When Luke pulls back to take a deep, shuddering breath, Lorelai opens her eyes, searching for something -- shaven cheeks, green eyes, baseball cap on the right way -- that will confirm that this really is just a dream.  An I Dream of Jeannie dream, giving Lorelai exactly what she desires, which would be great, right up until she woke up on her spinster-couch-potato couch, wrapped in the quilt made of Rory's old baby clothes.

But he just looks tired, those brilliant blue eyes soaking her in as he stares right back at her.  "I'm sorry," he mutters, but she doesn't know why.  And then he's kissing her again, and she doesn't care why.  And even as she's kissing him back just as hard, she pinches herself on the forearm, just to be sure.

"Luke?" she asks, in between kisses, memorizing the feel of his stubble scraping against her cheeks.  His arms are hard and tight around her ribcage, squeezing the breath from her lungs.  Every time she inhales, she smells him, and her eyes sparkle with tears.

With obvious reluctance, he pulls back, nearly gasping for breath, his blue eyes intense and burning.  "We should talk," he says, but his voice is gravelly and low, like she's heard a hundred times in the middle of the night.  "Lorelai, I--"

"Later," she decides, looping her arms around his neck and pulling him in for another kiss.  Judy's still singing her heart out, but Lorelai has much more important things to concentrate on right now.

Like Luke's hands on her body, sliding under her shirt, smoothing along her spine, and she's half-convinced they'll sink to the floor right here in the foyer.  Which would be new and different, but probably painful.  Not Thomas-Crown-Affair-sex-on-the-marble-steps painful, but still.

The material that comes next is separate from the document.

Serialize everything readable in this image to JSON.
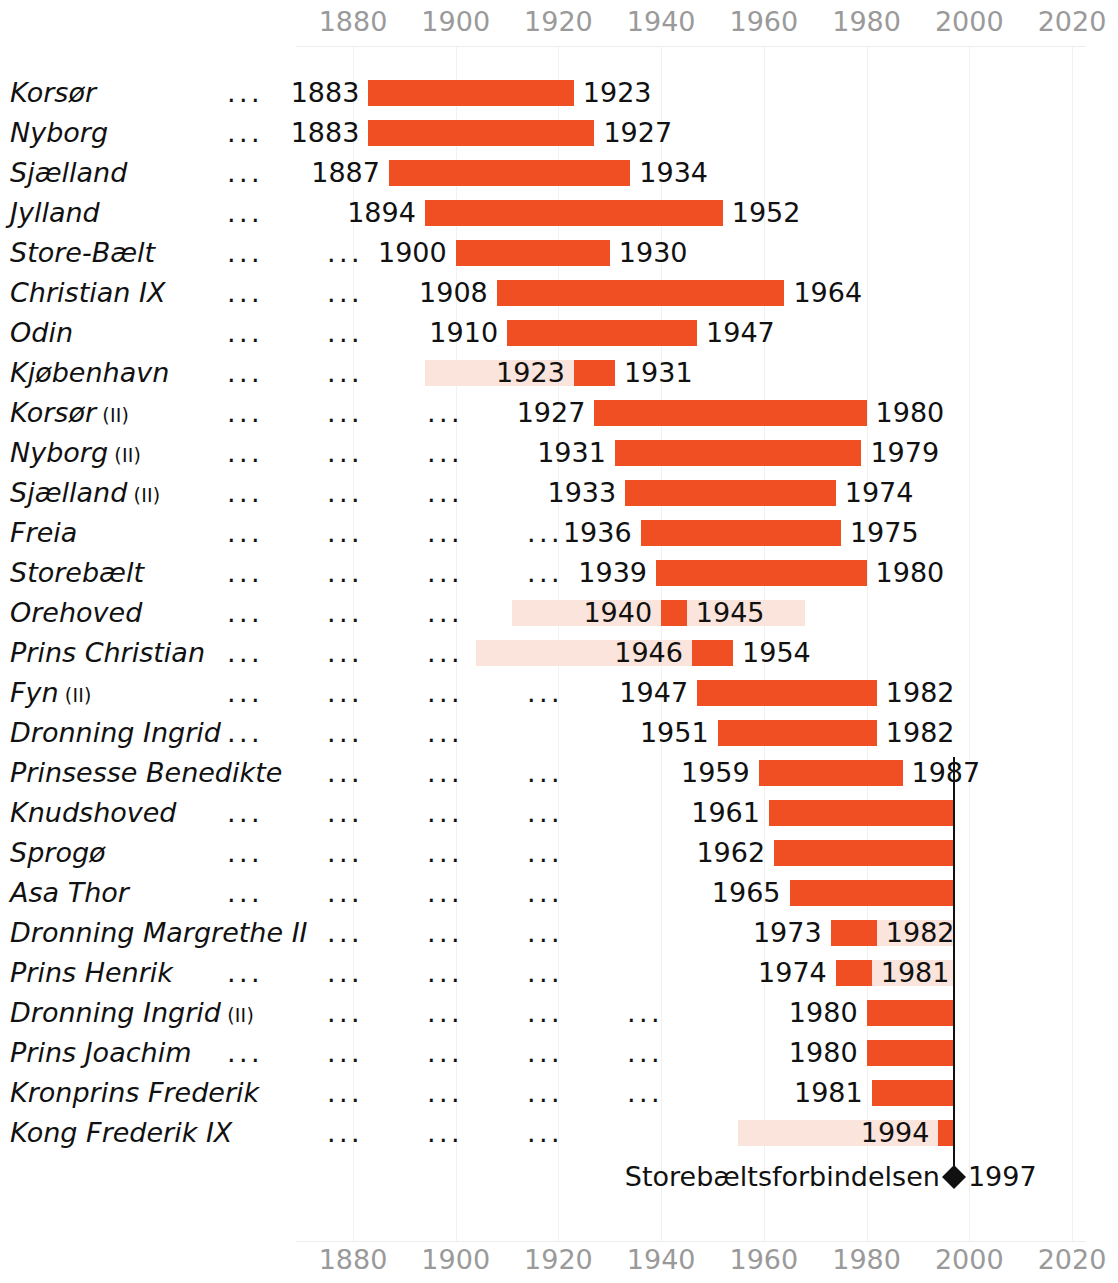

She backs up, reaching between them to tug at his jacket, pulling it open, shoving it off of his shoulders.  He smells like the diner, like burnt food, like his all-in-one shampoo.  "Upstairs," she mumbles into his mouth, not bothering to open her eyes as she tries to angle them towards the stairs.  

"Lore--"

She cuts him off with a kiss, and then promptly backs into the banister.  "Ow," she says, temporarily knocked out of her lustful haze.  Wincing, Lorelai tilts to side a little, reaching for the spot just below her ribs that hurts.  "Stupid sharp edges.  I hate that banister."

"You do not," Luke says, and there's a strange look on his face, a mixture of reluctance and lust, and she doesn't know what that means.  He sighs, his fingers tugging at the elastic in her hair.  "We really should talk."

That tight, panicky feeling is back in her chest, not ten minutes after it finally left.  She's not ready to talk.  Not when they can't make it through a conversation without fighting and saying all the wrong things.  If they stop, she's sure she'll find yet another way to screw it up, and he'll storm out on her, and she'll be back on the spinster couch, watching Janet Gaynor instead of Judy or Barbra.

She knows she's avoiding the unpleasant, she knows they'll have to talk, but she just really, really, really needs to reconnect with him first.

She just really, really, really needs him.  Period.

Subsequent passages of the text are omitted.